[CentOS] running yum update on remote servers
Robert Moskowitz
rgm at htt-consult.com
Mon Feb 25 18:35:35 UTC 2013
On 02/25/2013 01:00 PM, Les Mikesell wrote:
> On Mon, Feb 25, 2013 at 7:48 AM, Robert Moskowitz <rgm at htt-consult.com> wrote:
>> I have read a couple old threads here on updates for servers, and I am
>> looking for some mechanics to getting the actual updates done. I don't
>> want automatic updates; I want to control when and what gets updated.
> Keep in mind that to _not_ install an update, you have to know more
> than the RH engineers about the code. I usually assume they had a
> good reason for going to the trouble of shipping it and that they
> would have to have a very, very good reason to ship anything that
> would break an existing API in an update. Of course it is always good
> policy to test the combination of things you run in production on a
> non-critical box first.
For example, an apache update MAY require that I first check what it
will do to http.conf. First install it on a test server, check out what
is new, then apply it. Or a firefox update, and I only run firefox
anymore on the server when I am running in via vnc, and probably will
never again (after setup) run firefox, so I will apply that update when
I don't have something more to do. I see mysqld on my DNS server, but I
have it off. Also cups is there, and I don't do printing. I have not
uninstalled these, so if they get updates, I will apply them, but not
when I am on the road. Now a bind or apache security update will get
applied....
yes, I still tend to install desktop on my servers to get them
configured, the set inittab to 3 and will rarely ever run desktop again.
>
>> First I have to determine that a particular server needs updates. I
>> suppose a daily script that would run "yum check-updates' and emails me
>> the results could work, but then I would only want the email IF there
>> was something to update, at my limited use of this option does not show
>> anything to trigger a notify on changes. Does anyone know of a script
>> that would do this?
> How about just joining the centos-announce mail list?
I am on it, and I do look at the announcements. Still which rpm is used
on which server? What is critical and what is not?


[PROBLEM DESCRIPTION]: Leave the pictures out and quote every line from the start of the listing to the line with "This screenshot has", inclusive.

[GIVEN INFORMATION]:
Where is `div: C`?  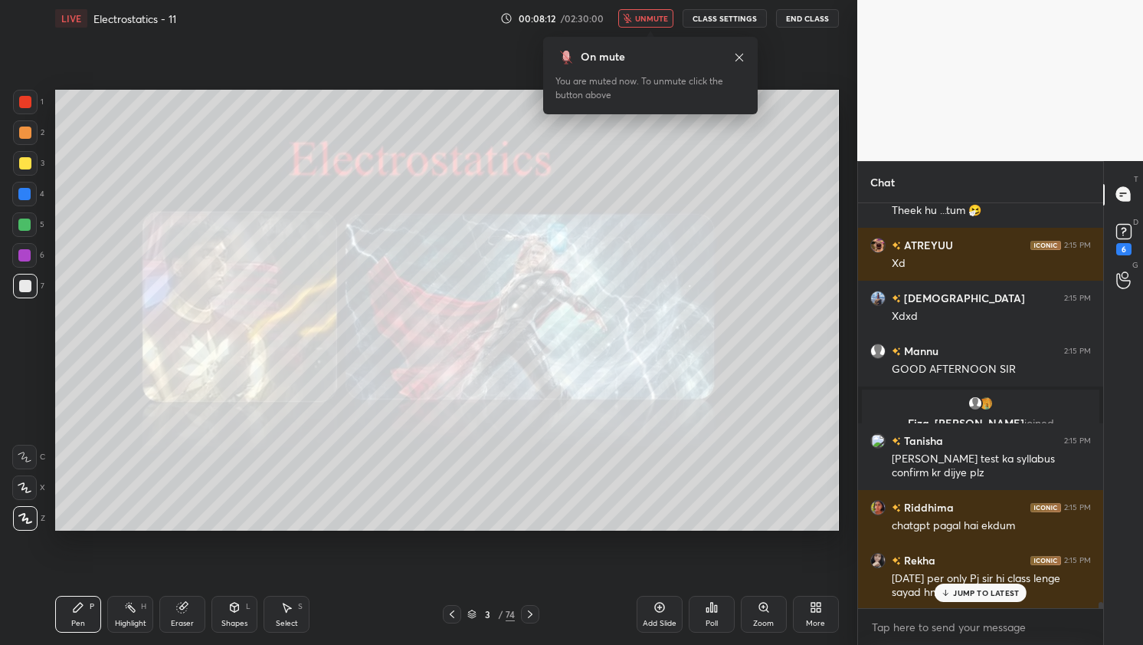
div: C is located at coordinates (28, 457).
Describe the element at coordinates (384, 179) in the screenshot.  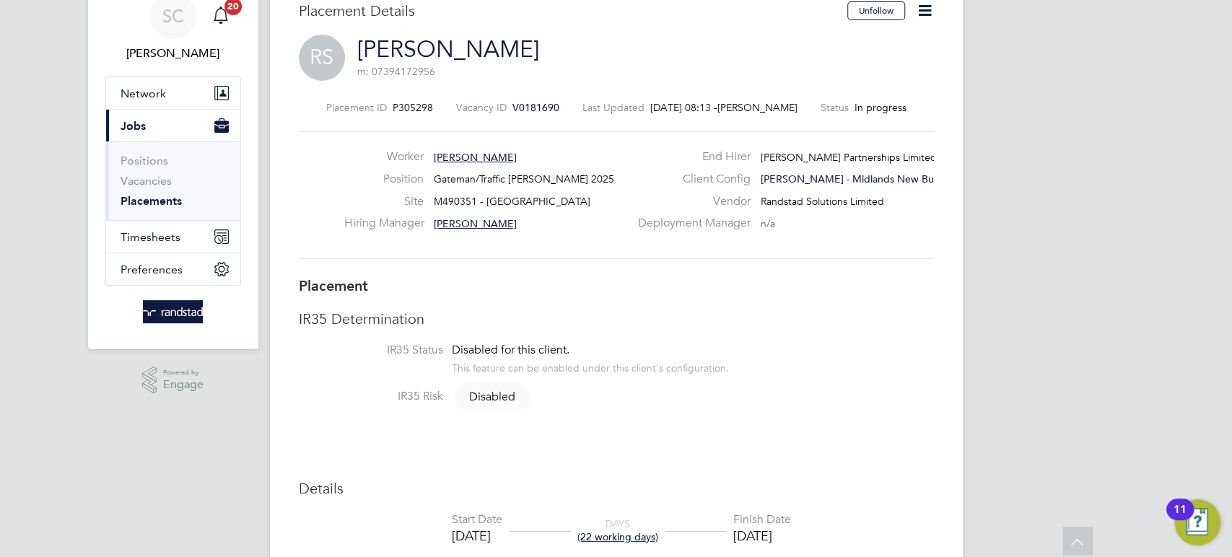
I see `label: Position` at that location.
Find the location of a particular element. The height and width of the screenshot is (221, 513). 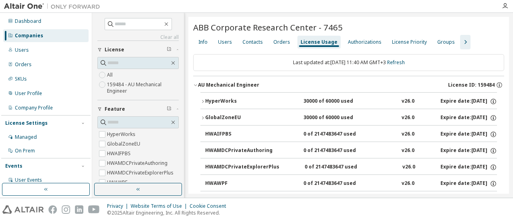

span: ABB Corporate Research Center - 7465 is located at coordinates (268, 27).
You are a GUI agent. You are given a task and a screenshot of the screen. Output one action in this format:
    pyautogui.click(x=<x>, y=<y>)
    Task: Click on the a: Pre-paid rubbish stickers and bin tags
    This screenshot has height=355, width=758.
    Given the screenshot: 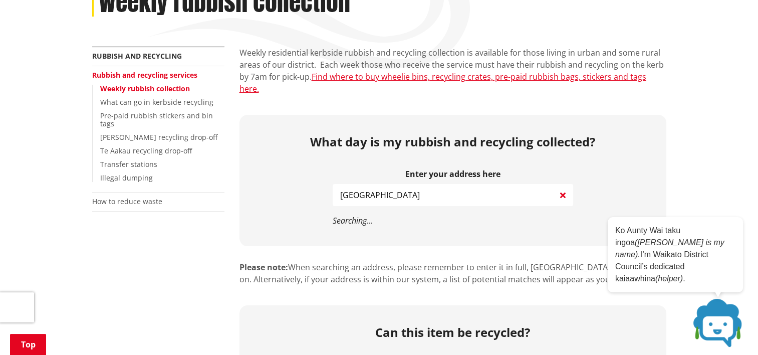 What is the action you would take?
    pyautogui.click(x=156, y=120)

[TASK RESPONSE]:
Where is `div: C`?  
div: C is located at coordinates (28, 457).
Describe the element at coordinates (384, 179) in the screenshot.  
I see `label: Position` at that location.
Find the location of a particular element. The height and width of the screenshot is (221, 513). 

span: ABB Corporate Research Center - 7465 is located at coordinates (268, 27).
You are a GUI agent. You are given a task and a screenshot of the screen. Output one action in this format:
    pyautogui.click(x=<x>, y=<y>)
    Task: Click on the a: Pre-paid rubbish stickers and bin tags
    This screenshot has height=355, width=758.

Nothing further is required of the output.